Basic edit (cuts only, 30-60 min ep)
$50-150/ep
Standard edit (audio + structure)
$150-350/ep
Full production (music, SFX, mix)
$300-700/ep
Show notes + transcript add-on
$50-150/ep
Monthly retainer (weekly show)
$600-2,500/mo
Podcast launch package (one-time)
$500-2,000

// frequently asked questions

Should I charge per episode or by monthly retainer?
Per-episode pricing is more transparent for clients and easier to scope accurately. Monthly retainers work well for shows with a consistent cadence (weekly or bi-weekly) where you can predict your monthly workload. The risk with retainers is episode length variation: a show that sometimes runs 30 minutes and sometimes runs 90 minutes makes flat monthly pricing hard to sustain. If you use retainers, cap the included episode length or number of episodes explicitly.
How do I price show notes and transcripts?
Show notes and transcripts are separate deliverables and should be priced separately, not bundled into the edit fee. Show notes typically take 30-60 minutes per episode. Transcripts depend on whether you are editing an AI transcript or producing one from scratch. Quote both as add-ons with clear per-episode pricing. Clients who want the full package will add them; clients who do not will not resent paying for them.
How do I price a podcast launch package?
A launch package typically covers the first three to five episodes plus setup work: audio settings consultation, intro and outro production, and establishing the editorial workflow. Price it as a fixed project, not per episode, because the setup work is front-loaded and does not recur. Include a clear transition to ongoing per-episode pricing after the launch package is complete.
What billable percentage should I plan for as a podcast editor?
Podcast editors typically bill 65-75% of working hours because the work is highly repeatable once you know a show. Client communication, file management, and occasional troubleshooting take the rest. Podcast editing is one of the more predictable freelance disciplines for time estimation, which makes it well-suited to per-episode or retainer pricing rather than hourly.

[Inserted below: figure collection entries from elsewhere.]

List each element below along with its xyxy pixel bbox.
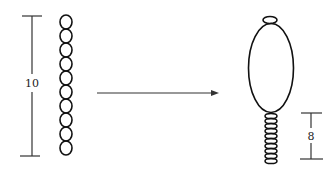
right-scale-label: 8 <box>308 130 315 143</box>
oval-body <box>249 24 294 113</box>
right-segment-chain <box>265 113 277 163</box>
left-scale-label: 10 <box>25 77 39 90</box>
diagram-canvas: 10 8 <box>0 0 336 172</box>
left-segment-chain <box>60 15 72 155</box>
arrow-right-icon <box>97 90 219 96</box>
top-cap <box>263 17 277 24</box>
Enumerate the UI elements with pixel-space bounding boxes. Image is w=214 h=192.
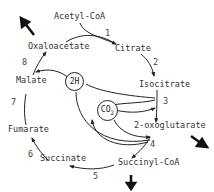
- step-number-7: 7: [11, 98, 16, 107]
- arrow-co2-oxoglutarate: [115, 108, 155, 112]
- label-malate: Malate: [16, 76, 47, 85]
- step-number-3: 3: [163, 97, 168, 106]
- label-succinate: Succinate: [40, 154, 86, 163]
- label-succinyl-coa: Succinyl-CoA: [118, 158, 179, 167]
- arrow-step-8: [33, 52, 46, 75]
- cofactor-co2-label: CO2: [101, 105, 114, 116]
- step-number-5: 5: [93, 172, 98, 181]
- step-number-4: 4: [150, 140, 155, 149]
- label-oxaloacetate: Oxaloacetate: [28, 42, 89, 51]
- step-number-8: 8: [22, 58, 27, 67]
- step-number-2: 2: [153, 58, 158, 67]
- label-isocitrate: Isocitrate: [139, 80, 190, 89]
- arrow-step-5: [70, 165, 114, 169]
- label-citrate: Citrate: [115, 44, 151, 53]
- cofactor-2h-circle: 2H: [65, 72, 84, 91]
- cofactor-co2-circle: CO2: [97, 100, 118, 121]
- label-acetyl-coa: Acetyl-CoA: [54, 12, 105, 21]
- step-number-6: 6: [28, 150, 33, 159]
- cofactor-2h-label: 2H: [70, 77, 80, 86]
- step-number-1: 1: [105, 29, 110, 38]
- arrow-step-3: [156, 90, 157, 122]
- label-oxoglutarate: 2-oxoglutarate: [134, 121, 206, 130]
- label-fumarate: Fumarate: [8, 125, 49, 134]
- arrow-step-7: [25, 94, 27, 125]
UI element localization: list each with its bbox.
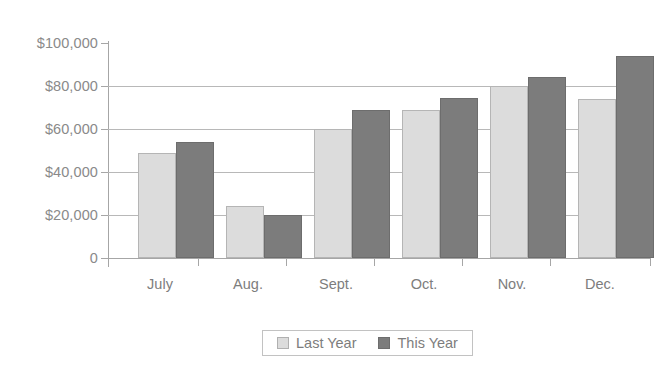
y-axis-label-0: 0 (2, 250, 98, 266)
x-axis-label-oct: Oct. (380, 276, 468, 292)
bar-last-year-oct (402, 110, 440, 258)
bar-this-year-nov (528, 77, 566, 258)
gridline-80000 (108, 86, 650, 87)
x-axis-line (108, 258, 651, 259)
bar-last-year-aug (226, 206, 264, 258)
x-axis-label-aug: Aug. (204, 276, 292, 292)
x-axis-label-july: July (116, 276, 204, 292)
light-gray-swatch-icon (277, 337, 289, 349)
bar-this-year-oct (440, 98, 478, 258)
dark-gray-swatch-icon (378, 337, 390, 349)
y-axis-label-40000: $40,000 (2, 164, 98, 180)
bar-this-year-aug (264, 215, 302, 258)
x-axis-tick-2 (286, 259, 287, 266)
legend-item-this-year[interactable]: This Year (378, 335, 457, 351)
x-axis-label-dec: Dec. (556, 276, 644, 292)
x-axis-tick-5 (550, 259, 551, 266)
y-axis-label-20000: $20,000 (2, 207, 98, 223)
x-axis-tick-1 (198, 259, 199, 266)
legend-label-this-year: This Year (397, 335, 457, 351)
bar-last-year-july (138, 153, 176, 258)
bar-this-year-sept (352, 110, 390, 258)
bar-last-year-sept (314, 129, 352, 258)
bar-last-year-dec (578, 99, 616, 258)
x-axis-tick-3 (374, 259, 375, 266)
plot-area (108, 43, 650, 258)
bar-this-year-july (176, 142, 214, 258)
x-axis-label-sept: Sept. (292, 276, 380, 292)
bar-chart: $100,000 $80,000 $60,000 $40,000 $20,000… (0, 0, 671, 388)
y-axis-labels: $100,000 $80,000 $60,000 $40,000 $20,000… (0, 0, 98, 388)
x-axis-tick-4 (462, 259, 463, 266)
y-axis-label-80000: $80,000 (2, 78, 98, 94)
bar-last-year-nov (490, 86, 528, 258)
x-axis-label-nov: Nov. (468, 276, 556, 292)
y-axis-label-60000: $60,000 (2, 121, 98, 137)
bar-this-year-dec (616, 56, 654, 258)
x-axis-tick-6 (650, 259, 651, 266)
legend-item-last-year[interactable]: Last Year (277, 335, 356, 351)
legend-label-last-year: Last Year (296, 335, 356, 351)
y-axis-label-100000: $100,000 (2, 35, 98, 51)
chart-legend: Last Year This Year (262, 330, 473, 356)
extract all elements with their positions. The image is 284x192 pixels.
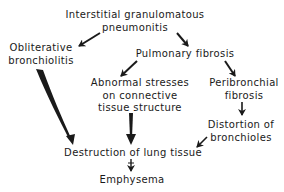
arrow-destruction-to-emphysema (128, 159, 134, 171)
node-obliterative-bronchiolitis: Obliterative bronchiolitis (8, 42, 73, 67)
arrow-igp-to-obliterative (79, 33, 100, 46)
arrow-pf-to-abnormal-stresses (121, 61, 137, 76)
node-destruction-of-lung-tissue: Destruction of lung tissue (64, 147, 202, 160)
node-label-line: pneumonitis (66, 22, 205, 35)
node-label-line: bronchioles (208, 132, 274, 145)
diagram-canvas: Interstitial granulomatous pneumonitis O… (0, 0, 284, 192)
node-label-line: tissue structure (91, 102, 189, 115)
node-emphysema: Emphysema (99, 174, 164, 187)
node-label-line: Distortion of (208, 119, 274, 132)
node-label-line: Emphysema (99, 174, 164, 187)
node-peribronchial-fibrosis: Peribronchial fibrosis (209, 77, 278, 102)
node-label-line: Destruction of lung tissue (64, 147, 202, 160)
node-label-line: fibrosis (209, 90, 278, 103)
arrow-distortion-to-destruction (197, 137, 207, 147)
node-label-line: Interstitial granulomatous (66, 9, 205, 22)
node-label-line: on connective (91, 90, 189, 103)
arrow-obliterative-to-destruction (36, 69, 75, 145)
node-label-line: bronchiolitis (8, 55, 73, 68)
node-label-line: Pulmonary fibrosis (136, 48, 235, 61)
node-interstitial-granulomatous-pneumonitis: Interstitial granulomatous pneumonitis (66, 9, 205, 34)
arrow-igp-to-pulmonary-fibrosis (177, 33, 188, 46)
arrow-pf-to-peribronchial (225, 61, 235, 76)
node-pulmonary-fibrosis: Pulmonary fibrosis (136, 48, 235, 61)
node-label-line: Peribronchial (209, 77, 278, 90)
node-label-line: Abnormal stresses (91, 77, 189, 90)
node-label-line: Obliterative (8, 42, 73, 55)
arrow-abnormal-stresses-to-destruction (126, 113, 136, 145)
node-abnormal-stresses: Abnormal stresses on connective tissue s… (91, 77, 189, 115)
node-distortion-of-bronchioles: Distortion of bronchioles (208, 119, 274, 144)
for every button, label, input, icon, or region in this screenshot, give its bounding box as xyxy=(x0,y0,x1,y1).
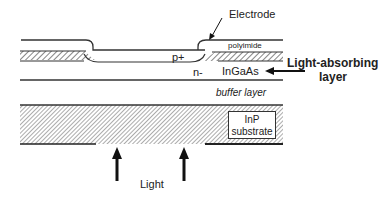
p-plus-region xyxy=(84,54,205,62)
light-absorbing-label-line1: Light-absorbing xyxy=(287,57,378,69)
diagram-canvas xyxy=(0,0,383,201)
electrode-left xyxy=(21,40,205,50)
substrate-label: substrate xyxy=(229,126,275,138)
n-minus-label: n- xyxy=(193,67,203,78)
p-plus-label: p+ xyxy=(172,52,185,63)
ingaas-label: InGaAs xyxy=(222,66,259,77)
electrode-label: Electrode xyxy=(229,9,275,20)
light-arrow-right xyxy=(179,147,189,181)
polyimide-left xyxy=(20,51,95,60)
electrode-pointer-arrow xyxy=(212,18,222,36)
inp-label: InP xyxy=(229,114,275,126)
inp-substrate-box: InP substrate xyxy=(228,111,276,139)
light-label: Light xyxy=(140,179,164,190)
light-absorbing-label-line2: layer xyxy=(319,71,347,83)
polyimide-right xyxy=(205,52,283,61)
light-arrow-left xyxy=(112,147,122,181)
buffer-layer-label: buffer layer xyxy=(216,88,266,98)
polyimide-label: polyimide xyxy=(228,42,262,50)
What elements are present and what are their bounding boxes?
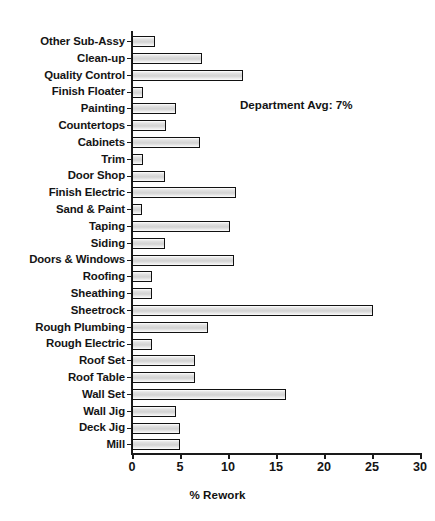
chart-row: Sheathing xyxy=(132,285,420,303)
x-axis-tick-label: 25 xyxy=(365,461,379,474)
category-label: Painting xyxy=(81,103,125,114)
chart-row: Doors & Windows xyxy=(132,251,420,269)
category-label: Sheetrock xyxy=(71,305,125,316)
category-label: Door Shop xyxy=(68,170,125,181)
chart-row: Taping xyxy=(132,218,420,236)
category-label: Roof Set xyxy=(79,355,125,366)
chart-row: Quality Control xyxy=(132,67,420,85)
bar xyxy=(132,137,200,148)
bar xyxy=(132,305,373,316)
chart-row: Cabinets xyxy=(132,134,420,152)
category-label: Rough Electric xyxy=(46,338,125,349)
category-label: Clean-up xyxy=(77,53,125,64)
bar xyxy=(132,271,152,282)
x-axis-tick xyxy=(324,453,326,459)
category-label: Taping xyxy=(89,221,125,232)
chart-row: Clean-up xyxy=(132,50,420,68)
chart-row: Sheetrock xyxy=(132,302,420,320)
bar xyxy=(132,238,165,249)
bar xyxy=(132,339,152,350)
x-axis-tick-label: 5 xyxy=(176,461,183,474)
x-axis-tick xyxy=(180,453,182,459)
chart-row: Rough Electric xyxy=(132,335,420,353)
bar xyxy=(132,221,230,232)
chart-row: Rough Plumbing xyxy=(132,319,420,337)
category-label: Doors & Windows xyxy=(29,254,125,265)
category-label: Sheathing xyxy=(71,288,125,299)
chart-row: Roof Set xyxy=(132,352,420,370)
chart-row: Deck Jig xyxy=(132,419,420,437)
bar xyxy=(132,204,142,215)
category-label: Quality Control xyxy=(44,70,125,81)
category-label: Finish Floater xyxy=(52,86,125,97)
chart-row: Other Sub-Assy xyxy=(132,33,420,51)
chart-row: Mill xyxy=(132,436,420,454)
bar xyxy=(132,36,155,47)
bar xyxy=(132,154,143,165)
x-axis-tick-label: 0 xyxy=(128,461,135,474)
x-axis-tick-label: 10 xyxy=(221,461,235,474)
chart-row: Finish Electric xyxy=(132,184,420,202)
category-label: Roof Table xyxy=(68,372,125,383)
bar xyxy=(132,53,202,64)
category-label: Finish Electric xyxy=(49,187,125,198)
chart-row: Door Shop xyxy=(132,167,420,185)
bar xyxy=(132,120,166,131)
category-label: Wall Jig xyxy=(83,406,125,417)
bar xyxy=(132,288,152,299)
chart-row: Roof Table xyxy=(132,369,420,387)
bar xyxy=(132,406,176,417)
chart-row: Roofing xyxy=(132,268,420,286)
bar xyxy=(132,439,180,450)
category-label: Rough Plumbing xyxy=(35,322,125,333)
bar xyxy=(132,322,208,333)
bar xyxy=(132,87,143,98)
bar xyxy=(132,355,195,366)
chart-row: Wall Jig xyxy=(132,403,420,421)
x-axis-tick xyxy=(372,453,374,459)
category-label: Sand & Paint xyxy=(56,204,125,215)
category-label: Roofing xyxy=(83,271,125,282)
category-label: Deck Jig xyxy=(79,422,125,433)
category-label: Trim xyxy=(101,154,125,165)
x-axis-tick-label: 20 xyxy=(317,461,331,474)
bar xyxy=(132,255,234,266)
chart-row: Siding xyxy=(132,235,420,253)
plot-area: Other Sub-AssyClean-upQuality ControlFin… xyxy=(132,33,420,453)
category-label: Countertops xyxy=(58,120,125,131)
x-axis-tick xyxy=(132,453,134,459)
x-axis-tick-label: 15 xyxy=(269,461,283,474)
bar xyxy=(132,171,165,182)
category-label: Other Sub-Assy xyxy=(40,36,125,47)
x-axis-tick xyxy=(276,453,278,459)
rework-bar-chart: Other Sub-AssyClean-upQuality ControlFin… xyxy=(0,0,435,521)
category-label: Siding xyxy=(91,238,125,249)
bar xyxy=(132,423,180,434)
x-axis-title: % Rework xyxy=(0,488,435,501)
bar xyxy=(132,70,243,81)
bar xyxy=(132,389,286,400)
bar xyxy=(132,372,195,383)
category-label: Wall Set xyxy=(82,389,125,400)
bar xyxy=(132,187,236,198)
x-axis-tick-label: 30 xyxy=(413,461,427,474)
chart-row: Sand & Paint xyxy=(132,201,420,219)
bar xyxy=(132,103,176,114)
category-label: Cabinets xyxy=(78,137,125,148)
chart-row: Wall Set xyxy=(132,386,420,404)
x-axis-tick xyxy=(228,453,230,459)
chart-row: Trim xyxy=(132,151,420,169)
chart-row: Countertops xyxy=(132,117,420,135)
category-label: Mill xyxy=(106,439,125,450)
department-average-annotation: Department Avg: 7% xyxy=(240,99,353,111)
x-axis-tick xyxy=(420,453,422,459)
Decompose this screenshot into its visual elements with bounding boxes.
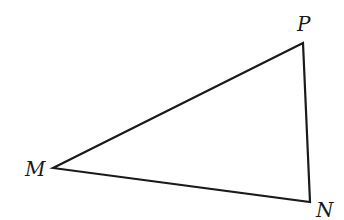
vertex-label-n: N	[316, 200, 334, 220]
vertex-label-p: P	[297, 14, 310, 34]
triangle-mpn	[53, 43, 310, 202]
vertex-label-m: M	[25, 159, 45, 179]
triangle-canvas	[0, 0, 344, 220]
triangle-diagram: P M N	[0, 0, 344, 220]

// how does podcast editor pricing compare to video editor?

Podcast editing is generally lower-rated than video editing because the output is audio-only and the market has more supply. However, podcast editors who add full production value (custom music, sound design, structured segments) close the gap considerably. If you edit both video and podcast content, price each by its own market rate rather than applying a single hourly rate across both.